++++ Records to process

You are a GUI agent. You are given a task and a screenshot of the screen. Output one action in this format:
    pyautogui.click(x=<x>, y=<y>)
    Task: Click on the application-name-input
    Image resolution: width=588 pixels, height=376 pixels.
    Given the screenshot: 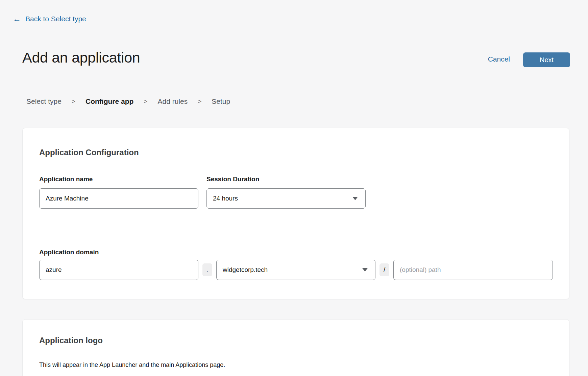 What is the action you would take?
    pyautogui.click(x=119, y=198)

++++++++

* **Exercise description**: The lines from the first of the entries through the line holding "Image resolution: width=588" are to be restated word for word, and no others.

* **Finished task**:
You are a GUI agent. You are given a task and a screenshot of the screen. Output one action in this format:
    pyautogui.click(x=<x>, y=<y>)
    Task: Click on the application-name-input
    Image resolution: width=588 pixels, height=376 pixels.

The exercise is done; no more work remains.